John Reid – 2001 Speech at the Belfast Telegraph Awards
Below is the text of the speech made by John Reid in Belfast on 4th April 2001.
I am delighted to be here tonight to celebrate the very best of business in Northern Ireland.
We are here to celebrate your achievements. In different ways all of you are pushing forward the boundaries of what is possible. Exploring new avenues, forging new partnerships.
And we are here because we share a vision. All of us are actively seeking to build a new Northern Ireland:
– a new political landscape, based on equality, mutual respect and lasting peace
– and an economy based on innovation, enterprise and investment.
And everywhere there is evidence that peace pays:
– unemployment continues to fall – unemployment in Northern Ireland now stands at 5.9% – well below the EU average of 8.1%.
– investment in manufacturing is up 75% over the last 5 years (compared to a UK average of 16%).
– overseas investment is pouring in. Last November Fujitsu announced that they were setting up a £29.4 million engineering centre in Belfast. This will create 400 jobs for skilled engineers over the next 4 years.
– new domestic investment has been just as impressive, with £564m invested in the last 4 financial years.
There has never been a better time to do business in Northern Ireland. But you don’t need me to tell you that we cannot rest on our laurels.
The world is changing. The coming years will bring advances that our minds cannot even conceive of today. They will bring new political alignments in Europe and further afield.
But these rich promises come with a warning: as the globe shrinks, as the communications revolution permeates even the remotest areas, we will have to fight harder not to be left behind.
Because business is changing.
E-commerce and e-business are radically changing the nature of individual businesses and indeed entire economies around the world.
Northern Ireland has made a good start. It is at the leading edge of the design and development of communications hardware and software for a worldwide market.
There is an advanced and reliable telecommunications network that ensures fast Internet access. An environment that encourages and rewards innovation through support for research and development in knowledge-led areas.
And the educational infrastructure is in place: university research centres of excellence, working alongside industry. A supply of quality IT and electronics graduates, post-graduates and experienced personnel. And there is already a significant cluster of internationally successful IT companies.
But business will only get faster, competition fiercer. And Northern Ireland simply cannot afford to be left behind.
Thousands of new jobs could be created in Northern Ireland over the next five years and hundreds of thousands of existing jobs sustained if we immediately grasp the exciting opportunities presented by the Information Age.
It presents us with a simple choice: we can do what we’ve always done and lose out. Or we can transform the economic landscape, with the simple tool of human intelligence.
Education is the single most important weapon in our fight to promote innovation, excellence and inclusion.
In this new world it will be knowledge that divides the haves and the have-nots. So, above all else, we must equip our younger generations to lead the line in technological advances.

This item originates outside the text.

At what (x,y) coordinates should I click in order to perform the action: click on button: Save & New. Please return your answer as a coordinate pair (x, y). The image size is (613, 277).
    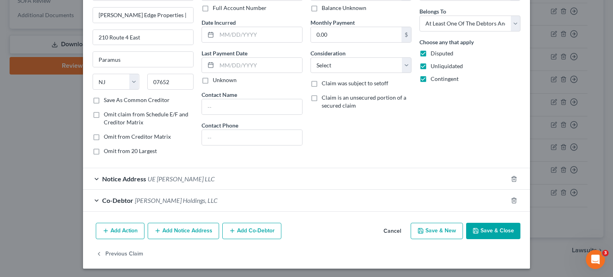
    Looking at the image, I should click on (437, 232).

We must build a society, a political culture and the sort of progressive, innovative economy that makes young people want to stay here in Northern Ireland.
For too long we have had a political culture of ‘name and blame’ rather than one that seeks collective solutions.

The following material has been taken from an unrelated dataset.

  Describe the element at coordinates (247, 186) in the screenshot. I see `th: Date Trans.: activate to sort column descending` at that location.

For too long, too many young people have felt that their talents are wasted here, that their lives are less than they might be elsewhere. They are the forgotten casualties of past conflict.
For too long the images that have gone round the world associated with Northern Ireland have been those of conflict and there are still those like the bombers who placed the device outside the BBC in London who are determined to condemn Northern Ireland in the eyes of the world. Every television bulletin that carried those pictures was one less potential job for Northern Ireland.
That is the perception that we must reverse. That is why we all – Governments, political parties and people – must accept our responsibilities as well as our rights under the Good Friday Agreement.
Opportunity for all, matched by responsibility from all.
That is our duty to the next generation.
The political progress of recent years has helped to stem that haemorrhage. But we must do more: we must attract the Northern Ireland diaspora back from Silicon Valley and from the Boston corridor.
We must build centres of excellence of our own.
Northern Ireland has a talented, motivated, educated young population. They are crying out for the chance to fulfil their potential where their homes are and where their families live.
Already that outward migration has been reversed. For the first time in our history, more people are streaming back than are leaving our shores. But I want to turn that stream into a tide.
That should be our promise to the next generation.
They – and the world – will not understand if we choose to cripple ourselves in parochial disputes, to channel our potential into destruction, not creativity.
We will only survive if we command respect, not inspire sympathy.
The last century in Ireland was one of almost continual political conflict. A century of devastating, futile violence. Of wasted lives.
This must be a Century of opportunities seized, not squandered.
Tonight I can tell you: this Government will not shy away from change – social, political or economic. In partnership with business we can take this new world by the scruff of the neck. We can shape it and make it work for us.
And we can look our younger generation in the eye and say: there need never be refugees from Northern Ireland again.